My childhood is one of happy memories growing up in Barnehurst, a small district of Bexley. Bexley is a London borough but also classed as Kent. This always confused me and still does. I decided that if I was to ever go on Blind Date and Cilla asked me where I was from I would proudly say South East London as it sounded more edgy than Kent. School days passed easily as I seemed to be naturally bright and later passed the 11+ test without even realising its significance. My winter evenings were filled with reading Enid Blyton, paint by numbers, Dr Who and as many American films I could find on TV.  ET, Flash Gordon and Flight of the Navigator still rank in my all time Top 10. I'm not really sure I should publicly admit that but I do in the spirit of not giving a F what people think of me...seems all us 40 somethings develop that cavalier attitude. Anyway weekends were spent setting Sindy up on a parachute or zip line with her boyfriend Action Man and launching them in a steamy clinch out my brother's bedroom window for flight down to the veggie patch where they'd get down and dirty. I considered Barbie a bitch and Ken too fake to have a place in my collection. I spent Sunday afternoons doing homework and taping the Top 40 with Bruno Brookes. I'd then bath by the warmth of a paraffin heater and then be fed pilchards on toast despite my protestations. Every single week. 

Spring and Summer days were long and mostly spent with my friend Alison from number 21 and a collection of other kids from up and down the street. Years composed of bike rides, football, den building, air raid shelter exploration, ghost hunting and as we got older boy stalking, perfume making and performing as Bananarama on back garden patios. Some of the best days were those spent at the local lido in Marten's Grove Park. And one of the worst days was the day my mum, brother and I packed up our picnic and towels, but arrived to the lido to find it filled in with concrete. I think I actually cried while mum paced up and down cursing the local council for not having the balls to warn the local community or even talk about options to save it. 

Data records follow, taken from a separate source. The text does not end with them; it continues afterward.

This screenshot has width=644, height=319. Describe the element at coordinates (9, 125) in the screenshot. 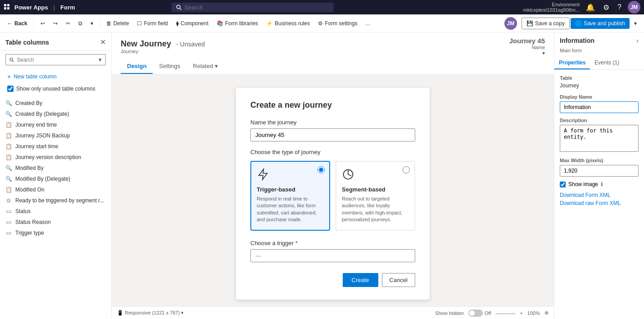

I see `calendar-icon: 📋` at that location.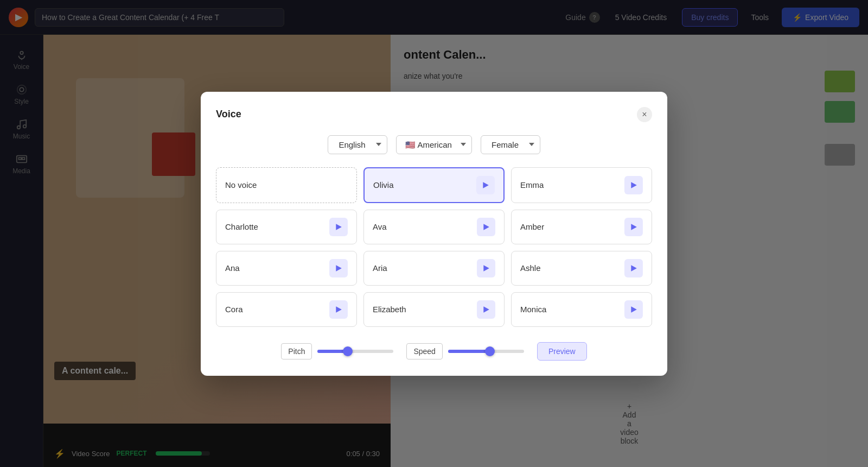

Those years were all good wholesome stuff with foreign holidays thrown in every year. And frequent weeks sojourned in our caravan on the Kent coast at Reculver. That caravan is what ignited my love of the sea and will be covered in more detail later as it has proven so pivotal to my life. I am very lucky and I know it now, if I didn't at the time. It really was a childhood where everything went right. And by aged 12 I knew I wanted to be a journalist. It was Katie Adie who inspired me. And though I never did become the next Katie Adie I did meet her nephew at York University. Apparently she is as nice in real life. Thank goodness that perception hasn't been shattered for me.